When I finally came out at 50 in 2024, it wasnโt particularly dramatic. It was quiet and overdue. Something inside me had been waiting for years, tapping its foot, wondering when Iโd finally be ready to stop pretending. Maybe thatโs why Iโm writing this columnโto elicit a reaction thatโs more dramatic than โno shit, Imani.โ
Coming out later in life means youโve probably already got bad knees and sciatica. I certainly do. I canโt drop it low anymore unless thereโs a paramedic nearby to hoist me up. I missed the whole glamorous L Word era because, even though I knew I was at least a little gay around the edges, I had no idea what to do about it. I was even living in Los Angeles when The L Word was on the air. I knew all the places I could go if I wanted to spread my gay wings.

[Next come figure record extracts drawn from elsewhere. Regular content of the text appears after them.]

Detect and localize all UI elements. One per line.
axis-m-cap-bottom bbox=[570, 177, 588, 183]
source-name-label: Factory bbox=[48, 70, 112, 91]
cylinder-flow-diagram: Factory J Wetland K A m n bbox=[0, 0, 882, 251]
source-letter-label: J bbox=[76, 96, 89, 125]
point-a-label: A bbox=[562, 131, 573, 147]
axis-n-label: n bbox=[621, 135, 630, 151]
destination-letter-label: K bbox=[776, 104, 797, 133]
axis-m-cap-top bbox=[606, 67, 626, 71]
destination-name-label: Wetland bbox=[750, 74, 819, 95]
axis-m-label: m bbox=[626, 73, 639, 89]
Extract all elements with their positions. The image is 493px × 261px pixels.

But I couldnโt bring myself to do it. I just kept plodding on and trying to date men. I even considered marrying two different men in my 20s and 30s. And I bless the rains down in Africa that I didnโt, because both marriages would have ended up in disaster.

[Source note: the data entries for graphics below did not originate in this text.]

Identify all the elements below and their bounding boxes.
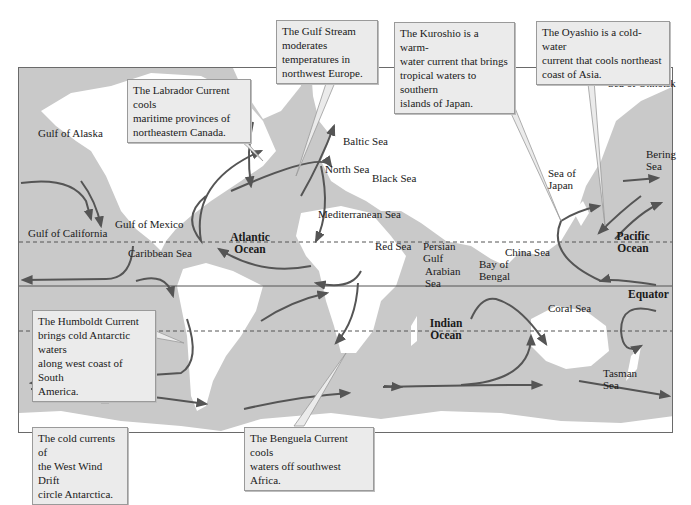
- callout-oyashio: The Oyashio is a cold-water current that…: [536, 21, 670, 85]
- label-caribbean-sea: Caribbean Sea: [128, 247, 192, 259]
- label-coral-sea: Coral Sea: [548, 302, 591, 314]
- label-pacific-ocean: Pacific Ocean: [612, 230, 654, 254]
- callout-labrador-current: The Labrador Current cools maritime prov…: [127, 79, 251, 143]
- callout-humboldt-current: The Humboldt Current brings cold Antarct…: [32, 310, 156, 402]
- label-indian-ocean: Indian Ocean: [425, 317, 467, 341]
- label-sea-of-japan: Sea of Japan: [548, 167, 576, 191]
- callout-gulf-stream: The Gulf Stream moderates temperatures i…: [276, 20, 378, 84]
- label-bay-of-bengal: Bay of Bengal: [479, 258, 510, 282]
- callout-west-wind-drift: The cold currents of the West Wind Drift…: [32, 427, 128, 505]
- south-america: [177, 263, 263, 411]
- label-china-sea: China Sea: [505, 246, 550, 258]
- label-north-sea: North Sea: [325, 163, 369, 175]
- label-equator: Equator: [628, 288, 669, 300]
- label-gulf-of-mexico: Gulf of Mexico: [115, 218, 183, 230]
- callout-kuroshio: The Kuroshio is a warm- water current th…: [394, 22, 515, 114]
- label-mediterranean-sea: Mediterranean Sea: [318, 208, 401, 220]
- label-black-sea: Black Sea: [372, 172, 416, 184]
- label-gulf-of-alaska: Gulf of Alaska: [38, 127, 103, 139]
- label-gulf-of-california: Gulf of California: [28, 227, 107, 239]
- label-persian-gulf: Persian Gulf: [423, 240, 455, 264]
- callout-benguela-current: The Benguela Current cools waters off so…: [244, 427, 374, 491]
- label-red-sea: Red Sea: [375, 240, 411, 252]
- label-baltic-sea: Baltic Sea: [343, 135, 388, 147]
- label-atlantic-ocean: Atlantic Ocean: [230, 231, 270, 255]
- label-tasman-sea: Tasman Sea: [603, 367, 637, 391]
- label-arabian-sea: Arabian Sea: [425, 265, 460, 289]
- label-bering-sea: Bering Sea: [646, 148, 676, 172]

Sometimes I grieve for the queer Imani who could have been tearing it up in Los Angeles in 2002. But I canโt go back; I can only move forward. And Iโm moving forward with an additional identity that colors the way I move through the world.
And on top of that, Iโm moving through that world under Trump 2.0.
As a Black woman, I never needed Donald Trump to show me who he was. I clocked him from the jump. Racist, misogynist, wannabe strongmanโit was all right there. His first term was terrifying. Not in the politics is messy way, but in the this man will torch democracy if doing so makes him feel powerful way.
But this time hits different. Because now Iโm out.
Project 2025โs โdark planโ for LGBTQ+ rights
When Trump was in office the first time, I wasnโt living openly as a queer woman. I fought his administration on reproductive rights, voting rights, immigration, and racial justice in part by highlighting the misinformation and half-truths that are the core features of the conservative effort to impose Christian theocracy on queer people, immigrants, people of colorโon basically anyone who doesnโt fit neatly into their straight, white, Christian box.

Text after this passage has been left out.